The South Bronx, a mostly Spanish-speaking working-class county, is notorious for having “the nation’s highest overall poverty rate (41 percent), the highest child poverty rate (53 percent), and the second-highest poverty rate for residents over 65 (33 percent)”. And rents, though lower than the city average, are still too damn high: “With more than 40 percent of households in the South, West, and North-Central Bronx spending more than half their incomes on rent, there’s precious little money left over for anything more than dollar-store consumption.” Due to a recent increase in redevelopment and capital investment, these numbers will keep rising.
And now, with Donald Trump in the White House, Dominicans increasingly face the threat of deportation by a growing fascist U.S. government. “Fundamentally, almost no one coming from the Dominican Republic to the United States is coming here because they have a provable skill that would benefit us and that would indicate their likely success in our society,” says Attorney General Jeff Sessions, a man who fails to contribute any good to the world. Ironically enough, his comments are kinder than those spewed by racist, ultra-nationalist Dominicans who feel the same way about Haitians and Dominicans of Haitian/African-descent. Dominicans in the United States are now being treated like Haitians in the Dominican Republic. Karma is petty.

A People’s Solution

Photo by Jay Espy.
What is to be done? Francheska reminds us, “Our power is in our numbers. We have to speak-up and against the abuses from landlords, city officials and developers who want to cash-in our neighborhoods.

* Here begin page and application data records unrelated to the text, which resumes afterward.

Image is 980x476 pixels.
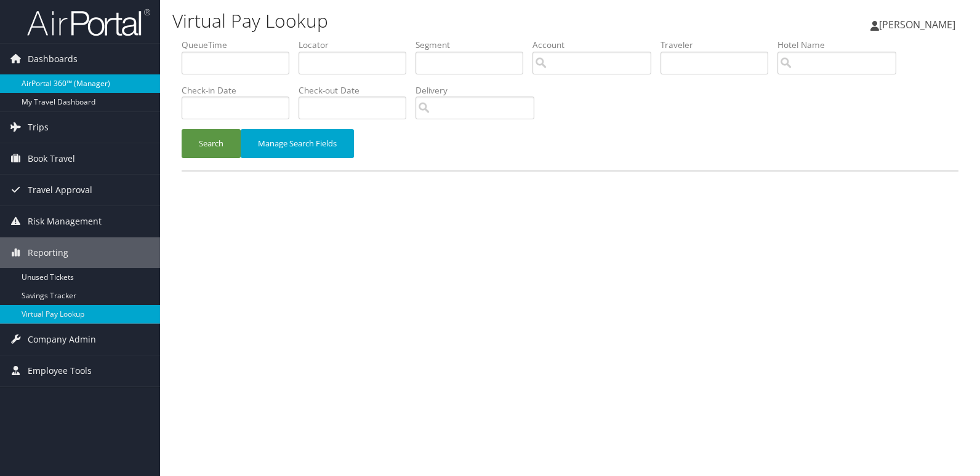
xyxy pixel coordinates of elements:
button: Search [182,129,241,158]
h1: Virtual Pay Lookup [172,8,702,34]
img: airportal-logo.png [27,8,150,37]
span: Employee Tools [28,356,91,386]
label: Delivery [415,84,543,97]
span: Company Admin [28,324,96,355]
label: Segment [415,39,533,51]
span: Dashboards [28,44,78,74]
label: Hotel Name [777,39,906,51]
span: Book Travel [28,143,75,174]
label: Locator [299,39,415,51]
span: Travel Approval [28,175,92,205]
span: Risk Management [28,206,101,237]
a: [PERSON_NAME] [871,6,967,43]
span: [PERSON_NAME] [879,18,955,31]
label: Traveler [661,39,777,51]
span: Trips [28,112,48,143]
label: QueueTime [182,39,299,51]
label: Account [533,39,661,51]
span: Reporting [28,238,68,268]
button: Manage Search Fields [241,129,354,158]
label: Check-out Date [299,84,415,97]
label: Check-in Date [182,84,299,97]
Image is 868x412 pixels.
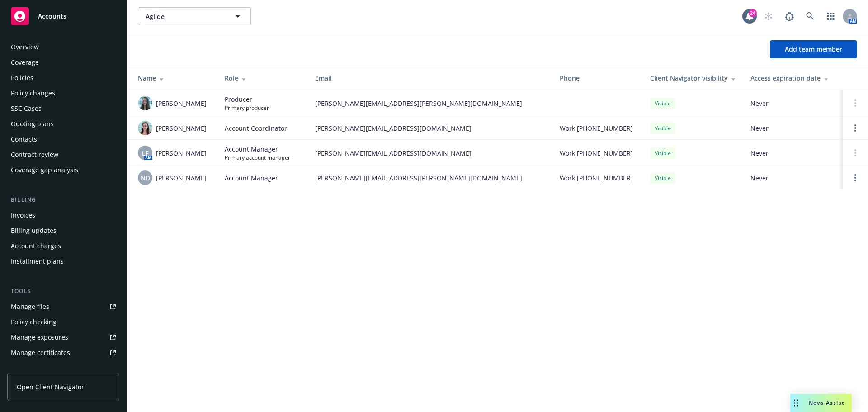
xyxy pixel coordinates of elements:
[7,208,120,223] a: Invoices
[11,208,35,223] div: Invoices
[225,154,291,161] span: Primary account manager
[822,7,841,25] a: Switch app
[225,95,269,104] span: Producer
[751,73,836,83] div: Access expiration date
[225,124,287,133] span: Account Coordinator
[650,98,676,109] div: Visible
[7,132,120,146] a: Contacts
[560,149,633,158] span: Work [PHONE_NUMBER]
[751,99,836,108] span: Never
[11,40,39,54] div: Overview
[851,123,861,134] a: Open options
[7,346,120,360] a: Manage certificates
[7,287,120,296] div: Tools
[7,163,120,177] a: Coverage gap analysis
[802,7,820,25] a: Search
[11,239,61,253] div: Account charges
[781,7,799,25] a: Report a Bug
[316,73,546,83] div: Email
[7,148,120,162] a: Contract review
[7,116,120,131] a: Quoting plans
[791,394,852,412] button: Nova Assist
[7,361,120,375] a: Manage claims
[11,132,37,146] div: Contacts
[7,299,120,314] a: Manage files
[650,73,736,83] div: Client Navigator visibility
[11,315,56,329] div: Policy checking
[650,148,676,159] div: Visible
[225,73,301,83] div: Role
[11,86,55,101] div: Policy changes
[851,172,861,184] a: Open options
[7,40,120,54] a: Overview
[140,174,150,183] span: ND
[7,254,120,268] a: Installment plans
[7,315,120,329] a: Policy checking
[11,223,56,238] div: Billing updates
[156,99,207,108] span: [PERSON_NAME]
[11,254,64,268] div: Installment plans
[138,73,210,83] div: Name
[749,9,758,17] div: 24
[7,71,120,85] a: Policies
[138,120,153,135] img: photo
[11,361,56,375] div: Manage claims
[316,99,546,108] span: [PERSON_NAME][EMAIL_ADDRESS][PERSON_NAME][DOMAIN_NAME]
[225,145,291,154] span: Account Manager
[11,101,42,115] div: SSC Cases
[316,174,546,183] span: [PERSON_NAME][EMAIL_ADDRESS][PERSON_NAME][DOMAIN_NAME]
[156,149,207,158] span: [PERSON_NAME]
[138,7,251,25] button: Aglide
[650,123,676,134] div: Visible
[11,55,39,70] div: Coverage
[316,124,546,133] span: [PERSON_NAME][EMAIL_ADDRESS][DOMAIN_NAME]
[156,174,207,183] span: [PERSON_NAME]
[560,73,636,83] div: Phone
[791,394,802,412] div: Drag to move
[650,172,676,184] div: Visible
[11,299,49,314] div: Manage files
[17,382,84,392] span: Open Client Navigator
[560,174,633,183] span: Work [PHONE_NUMBER]
[225,174,278,183] span: Account Manager
[316,149,546,158] span: [PERSON_NAME][EMAIL_ADDRESS][DOMAIN_NAME]
[11,163,78,177] div: Coverage gap analysis
[142,149,149,158] span: LF
[7,331,120,345] a: Manage exposures
[138,96,153,110] img: photo
[7,223,120,238] a: Billing updates
[156,124,207,133] span: [PERSON_NAME]
[7,239,120,253] a: Account charges
[225,104,269,111] span: Primary producer
[785,45,842,53] span: Add team member
[11,71,33,85] div: Policies
[145,12,224,22] span: Aglide
[751,124,836,133] span: Never
[7,86,120,101] a: Policy changes
[560,124,633,133] span: Work [PHONE_NUMBER]
[7,101,120,115] a: SSC Cases
[38,12,66,20] span: Accounts
[7,3,120,29] a: Accounts
[11,331,68,345] div: Manage exposures
[11,148,58,162] div: Contract review
[11,116,54,131] div: Quoting plans
[11,346,70,360] div: Manage certificates
[751,149,836,158] span: Never
[7,55,120,70] a: Coverage
[751,174,836,183] span: Never
[760,7,778,25] a: Start snowing
[770,40,857,58] button: Add team member
[7,195,120,204] div: Billing
[809,399,845,407] span: Nova Assist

We have to protest the raising rents, the need of repairs, lack of jobs, police brutality, inadequate schools and social services. This takes form in organizing tenants associations and holding accountable our community boards and local politicians.” In order to do this effectively, Bronx Dominicans must learn to build with people across racial lines and develop a class consciousness that is necessary to defending their human right to decent housing. We must understand that the dialectic landlord/tenant relationship represents a class contradiction that can only be reconciled through a working-class revolutionary process in which tenants regain the power to own and control their housing and community, making landlords obsolete. Dominicans are not foreign to this idea. It is reminiscent of the Dominican struggle against U.S. imperialism in 1965, when Dominicans decided it was time to defend their right to self-determination and fight for a constitution, pushed forward by then-ousted President elect Juan Bosch, that prioritized public social services and aimed to equalize wealth and power in the country. Private U.S.-backed interests in the Dominican Republic obviously didn’t like that and were thus reinforced by a U.S. military that sent more troops to the island – 40,000 – than it had fighting the Vietnam War at the time.

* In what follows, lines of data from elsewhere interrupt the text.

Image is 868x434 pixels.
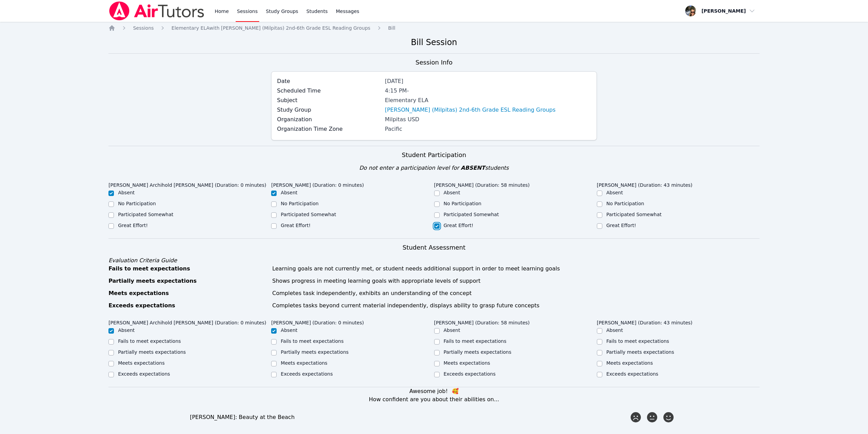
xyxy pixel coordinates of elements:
[118,201,156,206] label: No Participation
[385,87,591,95] div: 4:15 PM -
[277,87,381,95] label: Scheduled Time
[606,201,645,206] label: No Participation
[606,338,669,344] label: Fails to meet expectations
[108,265,268,273] div: Fails to meet expectations
[271,179,364,189] legend: [PERSON_NAME] (Duration: 0 minutes)
[108,243,760,252] h3: Student Assessment
[108,277,268,285] div: Partially meets expectations
[118,328,135,333] label: Absent
[409,388,448,394] span: Awesome job!
[606,222,636,228] label: Great Effort!
[606,349,674,355] label: Partially meets expectations
[118,371,170,377] label: Exceeds expectations
[118,190,135,195] label: Absent
[444,349,512,355] label: Partially meets expectations
[118,338,181,344] label: Fails to meet expectations
[281,371,332,377] label: Exceeds expectations
[385,125,591,133] div: Pacific
[172,25,370,31] span: Elementary ELA with [PERSON_NAME] (Milpitas) 2nd-6th Grade ESL Reading Groups
[336,8,359,14] span: Messages
[444,222,473,228] label: Great Effort!
[281,190,298,195] label: Absent
[606,212,662,217] label: Participated Somewhat
[108,37,760,48] h2: Bill Session
[281,349,349,355] label: Partially meets expectations
[434,316,530,327] legend: [PERSON_NAME] (Duration: 58 minutes)
[452,388,459,394] span: kisses
[281,360,327,365] label: Meets expectations
[108,301,268,309] div: Exceeds expectations
[415,58,453,67] h3: Session Info
[277,96,381,105] label: Subject
[281,201,318,206] label: No Participation
[190,413,629,421] div: [PERSON_NAME]: Beauty at the Beach
[108,256,760,265] div: Evaluation Criteria Guide
[281,328,298,333] label: Absent
[606,328,623,333] label: Absent
[172,25,370,31] a: Elementary ELAwith [PERSON_NAME] (Milpitas) 2nd-6th Grade ESL Reading Groups
[388,25,395,31] span: Bill
[281,212,336,217] label: Participated Somewhat
[272,289,760,297] div: Completes task independently, exhibits an understanding of the concept
[108,150,760,160] h3: Student Participation
[388,25,395,31] a: Bill
[108,1,205,21] img: Air Tutors
[133,25,154,31] span: Sessions
[597,316,693,327] legend: [PERSON_NAME] (Duration: 43 minutes)
[385,77,591,85] div: [DATE]
[108,164,760,172] div: Do not enter a participation level for students
[385,115,591,123] div: Milpitas USD
[277,125,381,133] label: Organization Time Zone
[606,190,623,195] label: Absent
[271,316,364,327] legend: [PERSON_NAME] (Duration: 0 minutes)
[108,179,266,189] legend: [PERSON_NAME] Archihold [PERSON_NAME] (Duration: 0 minutes)
[281,222,310,228] label: Great Effort!
[281,338,344,344] label: Fails to meet expectations
[444,190,461,195] label: Absent
[277,115,381,123] label: Organization
[597,179,693,189] legend: [PERSON_NAME] (Duration: 43 minutes)
[606,371,658,377] label: Exceeds expectations
[444,201,482,206] label: No Participation
[118,212,173,217] label: Participated Somewhat
[444,360,490,365] label: Meets expectations
[133,25,154,31] a: Sessions
[108,289,268,297] div: Meets expectations
[108,316,266,327] legend: [PERSON_NAME] Archihold [PERSON_NAME] (Duration: 0 minutes)
[272,301,760,309] div: Completes tasks beyond current material independently, displays ability to grasp future concepts
[277,77,381,85] label: Date
[606,360,653,365] label: Meets expectations
[272,265,760,273] div: Learning goals are not currently met, or student needs additional support in order to meet learni...
[385,96,591,105] div: Elementary ELA
[444,338,507,344] label: Fails to meet expectations
[444,328,461,333] label: Absent
[272,277,760,285] div: Shows progress in meeting learning goals with appropriate levels of support
[444,371,495,377] label: Exceeds expectations
[444,212,499,217] label: Participated Somewhat
[118,222,148,228] label: Great Effort!
[277,106,381,114] label: Study Group
[108,25,760,31] nav: Breadcrumb
[118,360,165,365] label: Meets expectations
[369,396,499,403] span: How confident are you about their abilities on...
[118,349,186,355] label: Partially meets expectations
[385,106,555,114] a: [PERSON_NAME] (Milpitas) 2nd-6th Grade ESL Reading Groups
[461,164,485,171] span: ABSENT
[434,179,530,189] legend: [PERSON_NAME] (Duration: 58 minutes)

Lastly, Dominicans must unite with our sisters and brothers in the homeland and abroad on principles of solidarity, human rights, and social justice for all, in order to win the fight against capitalism and obtain a humane society. Francheska urges Dominicans, “We cannot be discussing plátanos and baseball anymore without addressing the ailments of American society with the stress and cost of living rising every day which benefit the few on top.”